KillarneyART162687I feel it is a great honor when readers share with me that they read my book, Sharavogue, and then describe the parts that affected them most. In a few cases it has actually sent a chill up my spine because, well, it is every writer's dream that her writing will be enjoyed and will actually touch someone. In that sense, it is really a dream come true. People ask all sorts of questions, but several have told me they'd be interested in learning about my writing process. I'm flattered, and a little embarrassed. I've been less than methodical in my research, so probably not a good model. But, everyone has their story, right? So in honor of my new friend Joan Butler, today I'm starting a series of posts about just that. I'm expecting it to be about 10 or 12 posts, and will gladly take questions from readers to cover a specific topic.

This being first in the series, I'm starting at the beginning -- how I got started writing this book in the first place. So hold on to your jammies, here goes. We're going back.
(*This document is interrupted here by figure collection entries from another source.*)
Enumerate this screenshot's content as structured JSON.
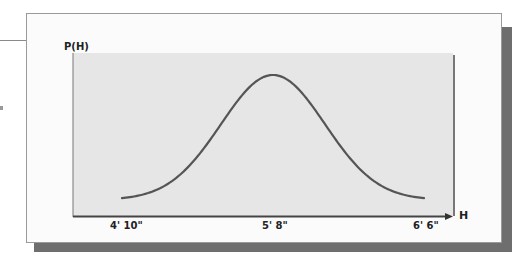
{
  "chart_data": {
    "type": "line",
    "title": "",
    "ylabel": "P(H)",
    "xlabel": "H",
    "x_tick_labels": [
      "4' 10\"",
      "5' 8\"",
      "6' 6\""
    ],
    "x_inches": [
      58,
      60,
      62,
      64,
      66,
      68,
      70,
      72,
      74,
      76,
      78
    ],
    "series": [
      {
        "name": "normal distribution of height",
        "description": "bell curve centered at 5' 8\"",
        "values": [
          0.02,
          0.06,
          0.16,
          0.37,
          0.71,
          1.0,
          0.71,
          0.37,
          0.16,
          0.06,
          0.02
        ]
      }
    ],
    "grid": false,
    "legend": false,
    "ylim": [
      0,
      1.1
    ]
  },
  "colors": {
    "plot_background": "#e6e6e6",
    "curve": "#555555",
    "frame_shadow": "#6e6e6e"
  }
}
Way back:

I'd wanted to be a writer since I was a little kid. Alone in my bedroom, maybe 10 years old, I wrote little stories about dogs and squirrels and gave them to my mother to read (top secret, of course, because if my sisters had known about them they'd have teased me relentlessly). And Mother in Heaven forgive me, once I even had a story about a swan on a lake. (I know, it's been done...) My poor mother had to come listen to it accompanied by me on my ukelele (I thought the instrument was cute and had to have it, but never actually learned how to play it...). My father always called me "the dreamer." Little did he know.

In grade school and then college I continued my dreams. I dabbled in English, and then Education, until my roommate finally convinced me: If you want to write, study journalism! I did and have never regretted it, but in a way it distracted me from those stories. And my career drifted even further, from journalism to corporate communications, until I believed my stories were gone for good.

The last time I saw my father alive was in the fall of 1996. By then I was married and living in Seattle. I was visiting him in Florida. He took me to lunch and asked, "When are you going to start writing again?" I don't think he knew about the squirrel stories, but had always been proud of the newspaper ones. I shrugged and said I didn't know if I could write anymore. My writing was all bureaucratic now.

He said, quite simply, "You'll write when you're ready."

We lost him in March of the following year. It was almost exactly a year after his death that I was awakened from a deep sleep, as sure as if someone had shaken me, and a phrase was in my head: A snow path to Dingle. A snow path to Dingle -- a phrase so strong and nonsensical, it had to come from somewhere, for some reason, and it refused to leave. Hardly having any choice, I resolved to do some research to discover its meaning.

And, because I already loved historical fiction, and had twice visited Dingle in the west of Ireland to explore our family's Irish heritage, I felt I had a basic foundation and a clear place to start. And so I was off...on a real adventure.